EconoMonitor

Executive Compensation: Some Things Never Change

That picture is average total annual compensation for top-five named executive officers at U.S. public companies from 2008 to 2010. (It’s from a blog post by Carol Bowie of MSCI, which used to be called Morgan Stanley Capital International.) Over those two years, total annual compensation increased by 37% for all companies and by 54% for companies in the S&P 500. Basically, while bonuses and severance packages have fallen or grown slowly, that effect has been swamped by much bigger stock and option packages. Which is evidence that if you try to rein in some of the more egregious aspects of executive compensation, the executives, their friends on the compensation committee, and their hired guns at the compensation consulting firms will figure out ways to keep the party going.

It’s possible that 2008 was a low year for executive compensation because of the financial crisis and recession, so this is just rapid growth from a low base. But check this out:

A December 2011 survey by pay consultant Towers Watson of 265 mid-size and large organizations found 61 percent expect their annual bonus pools for 2011 “to be as large or larger than those for 2010,” while 58 percent of respondents expect to fund their annual incentive plans “at or above target levels based on their companies’ year-to-date performance.” Moreover, 48 percent of those surveyed expect long-term incentive plans that are tied to explicit performance conditions “to be funded at or above target levels based on year-to-date performance.”

Critically, 61 percent of respondent in the Towers survey said they believe their total shareholder return will decline or remain flat.

Huh?

This post originally appeared at The Baseline Scenario and is posted with permission.

Comments are closed.

Most Read | Featured | Popular

Blogger Spotlight

Ed Dolan Ed Dolan's Econ Blog

Edwin G. Dolan is an economist and educator with a Ph.D. from Yale University. Early in his career, he was a member of the economics faculty at Dartmouth College, the University of Chicago, and George Mason University. From 1990 to 2001, he taught in Moscow, Russia, where he and his wife founded the American Institute of Business and Economics (AIBEc), an independent, not-for-profit MBA program. Since 2001, he has taught at several universities in Europe, including Central European University in Budapest, the University of Economics in Prague, and the Stockholm School of Economics in Riga, where he has an ongoing annual visiting appointment. During breaks in his teaching career, he worked in Washington, D.C. as an economist for the Antitrust Division of the Department of Justice and as a regulatory analyst for the Interstate Commerce Commission, and later served a stint in Almaty as an adviser to the National Bank of Kazakhstan. When not lecturing abroad, he makes his home in San Juan Islands, Washington.

Economics Blog Aggregator

Our favorite economics blogs aggregated.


_What you will do:_
Go over the entries and report the lines where the word "name" occurs.
━━━━━━
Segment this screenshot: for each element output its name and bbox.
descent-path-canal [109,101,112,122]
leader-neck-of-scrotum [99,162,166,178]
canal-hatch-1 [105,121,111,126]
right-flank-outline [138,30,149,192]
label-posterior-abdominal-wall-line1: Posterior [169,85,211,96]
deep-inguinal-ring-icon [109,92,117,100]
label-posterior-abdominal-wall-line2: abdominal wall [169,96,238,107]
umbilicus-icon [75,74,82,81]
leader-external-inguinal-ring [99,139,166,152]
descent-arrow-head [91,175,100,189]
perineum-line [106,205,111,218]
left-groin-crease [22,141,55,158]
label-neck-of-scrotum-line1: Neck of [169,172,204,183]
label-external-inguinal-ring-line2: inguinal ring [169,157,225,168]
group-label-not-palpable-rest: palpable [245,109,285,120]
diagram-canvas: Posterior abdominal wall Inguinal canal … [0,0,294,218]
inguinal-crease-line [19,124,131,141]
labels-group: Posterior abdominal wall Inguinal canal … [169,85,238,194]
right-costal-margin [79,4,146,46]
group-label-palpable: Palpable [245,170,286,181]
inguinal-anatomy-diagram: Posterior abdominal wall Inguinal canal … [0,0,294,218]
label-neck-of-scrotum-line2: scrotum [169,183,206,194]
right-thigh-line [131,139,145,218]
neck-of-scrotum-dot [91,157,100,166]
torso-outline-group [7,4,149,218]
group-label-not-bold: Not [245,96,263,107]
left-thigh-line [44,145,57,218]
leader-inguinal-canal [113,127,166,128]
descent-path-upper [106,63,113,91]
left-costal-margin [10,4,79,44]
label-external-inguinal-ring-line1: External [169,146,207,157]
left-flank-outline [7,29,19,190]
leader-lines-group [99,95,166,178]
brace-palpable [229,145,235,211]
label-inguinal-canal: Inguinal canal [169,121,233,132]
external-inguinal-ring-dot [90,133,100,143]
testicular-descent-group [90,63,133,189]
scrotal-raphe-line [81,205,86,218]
━━━━━━
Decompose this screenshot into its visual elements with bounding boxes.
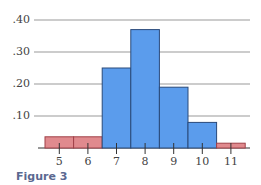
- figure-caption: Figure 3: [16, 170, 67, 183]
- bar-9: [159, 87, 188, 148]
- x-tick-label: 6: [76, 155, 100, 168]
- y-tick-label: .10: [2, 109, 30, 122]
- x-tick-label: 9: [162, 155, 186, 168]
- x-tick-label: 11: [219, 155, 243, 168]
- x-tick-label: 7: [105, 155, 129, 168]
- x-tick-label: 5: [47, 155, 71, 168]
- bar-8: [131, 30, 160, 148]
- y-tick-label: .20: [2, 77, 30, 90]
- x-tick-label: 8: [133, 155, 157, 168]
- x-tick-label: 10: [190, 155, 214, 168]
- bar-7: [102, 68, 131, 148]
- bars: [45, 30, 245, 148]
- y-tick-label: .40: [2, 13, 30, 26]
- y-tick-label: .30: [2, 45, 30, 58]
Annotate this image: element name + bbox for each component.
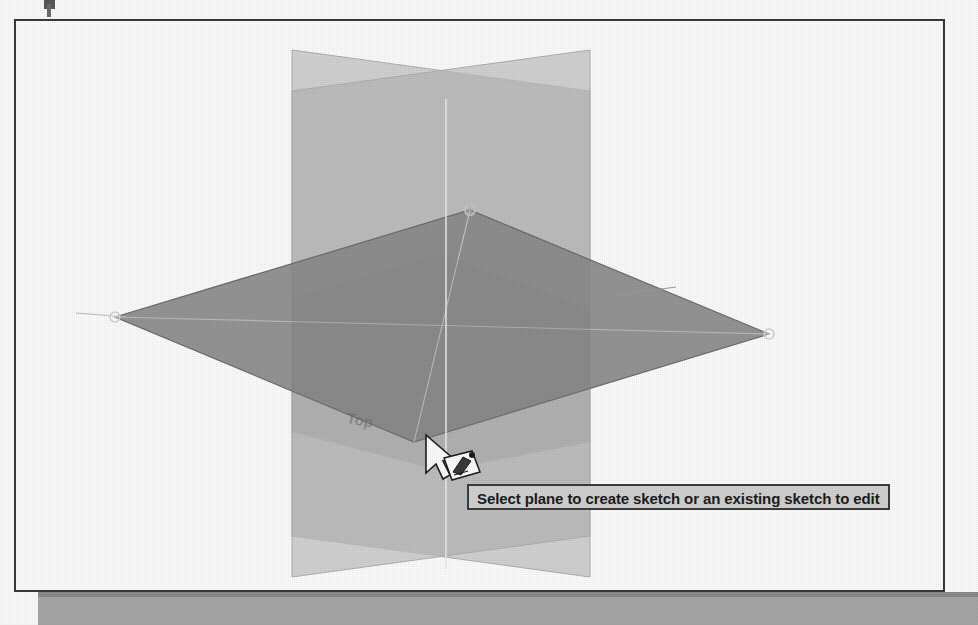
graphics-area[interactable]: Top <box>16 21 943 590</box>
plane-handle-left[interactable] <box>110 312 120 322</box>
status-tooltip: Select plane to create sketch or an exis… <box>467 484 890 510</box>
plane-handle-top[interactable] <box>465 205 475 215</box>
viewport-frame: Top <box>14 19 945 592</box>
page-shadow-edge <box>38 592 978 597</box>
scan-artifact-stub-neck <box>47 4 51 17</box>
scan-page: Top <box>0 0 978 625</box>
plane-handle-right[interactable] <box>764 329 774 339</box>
━━━━━━
_Answer space:_
Segment this screenshot: for each element output its name and bbox.
Annotate this image: element name + bbox for each component.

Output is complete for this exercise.